(just a back page; June 30, 2008)

INAVALE FARM IS STILL
Oregon’s Mane Event


       That headline spanned the full sports page of the Corvallis Gazette-Times. The story featured the farm of Norm and Alice Glass with a half page photo of their daughter Carolyn and husband Luigi.
       While we were here on Puget Sound some 360 horse trailers streamed past our house on Airport Avenue south of Corvallis on the way to Inavale Farm. Hundreds of spectators drove past to watch the Horse Trials featuring exciting steeplechase type jumps along with some technical drills. It’s the only such course in Oregon with competitors coming from all over the west.
        It’s a big deal, as the newspaper pages demonstrate.
       If you’ve been faithful readers of the blue sheet through all these years you’ve heard about Inavale Farm. It was mentioned at the time we were involved in a memorial event for more than a dozen horses that died in a tragic fire. It was a sad day.
       For the last decade or so you have read about our Easter Sunday Champagne Brunch held at Inavale Farm. It is a big deal…for us. Most of our group has never attended any of the horse events at Inavale Farm or taken advantage of the kennel service that Alice manages or participated in the programs that teach young people to love and care for and ride and train their horses.
       Our Easter group knows that Caroline has been famous for many years because she bakes and decorates the Easter cake. Luigi has had a big hand in creating a welcoming entrance, among other things. But when you read their story the truth is out. Cake decorating is definitely a side line
       It’s rather normal for us to think that whatever we are doing is the biggest event in town.
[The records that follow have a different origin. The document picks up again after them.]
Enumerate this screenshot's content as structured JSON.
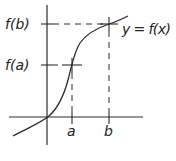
{
  "diagram": {
    "title": "",
    "colors": {
      "stroke": "#2a2a2a",
      "background": "#ffffff"
    },
    "labels": {
      "fb": "f(b)",
      "fa": "f(a)",
      "curve": "y = f(x)",
      "a": "a",
      "b": "b"
    },
    "axes": {
      "origin_px": [
        48,
        117
      ],
      "x_axis_px": [
        9,
        143
      ],
      "y_axis_px": [
        5,
        145
      ]
    },
    "points": {
      "a": {
        "x_px": 72,
        "fx_px": 65
      },
      "b": {
        "x_px": 109,
        "fx_px": 24
      }
    },
    "curve_path": "M13 136 C28 128 42 122 49 116 C58 108 64 95 68 80 C72 65 74 52 80 43 C87 33 97 28 109 24 C116 22 122 19 128 16"
  }
}
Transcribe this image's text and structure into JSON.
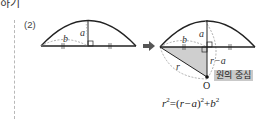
{
  "header": {
    "fragment": "하기"
  },
  "problem": {
    "number": "(2)"
  },
  "left_diagram": {
    "labels": {
      "height": "a",
      "half_chord": "b"
    }
  },
  "arrow": {
    "glyph": "➡"
  },
  "right_diagram": {
    "labels": {
      "height": "a",
      "half_chord": "b",
      "radius": "r",
      "remaining": "r−a",
      "center_point": "O"
    },
    "center_label": "원의 중심",
    "colors": {
      "triangle_fill": "#cfcfcf",
      "label_bg": "#c9c9c9",
      "line": "#222222",
      "dash": "#999999"
    }
  },
  "formula": {
    "lhs_var": "r",
    "lhs_exp": "2",
    "eq": "=",
    "paren_open": "(",
    "inner": "r−a",
    "paren_close": ")",
    "inner_exp": "2",
    "plus": "+",
    "rhs_var": "b",
    "rhs_exp": "2"
  }
}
If you only read the blue sheet you might think that Easter is the “main event” of the year at Inavale Farm. But if you opened the newspaper on June 22 you would know that for thousands of people in the horse world Inavale Farms Horse Trials is immense.
       On the other hand, who knows what is the biggest thing that happens there…or anyplace? Often it is the smaller moment that is most memorable. The story of Jesus is filled with reports of individual “moments” more often than big occasions. There can be individual “main events” going on in the midst of a “mane event.” I’m sure that there were enough life-altering events on that one weekend on the farm to fill a book.
       I realized that just seeing the words “Inavale Farm” filled my mind. It’s a “moment thing.” It’s amazing that this hard to find farm at the end of a remote road in Benton County could draw such crowds and be a stepping stone for some horse and rider to get to the Olympics.
       And it’s amazing that Alice and Norm have seen their hopes and dreams for their farm turn into a community and regional institution. You’ll have to ask them what they think is the “main event” at Inavale Farm.                 
       Their 50th Anniversary is this summer. It probably won’t win a headline, but for my money it rates as a “main event.”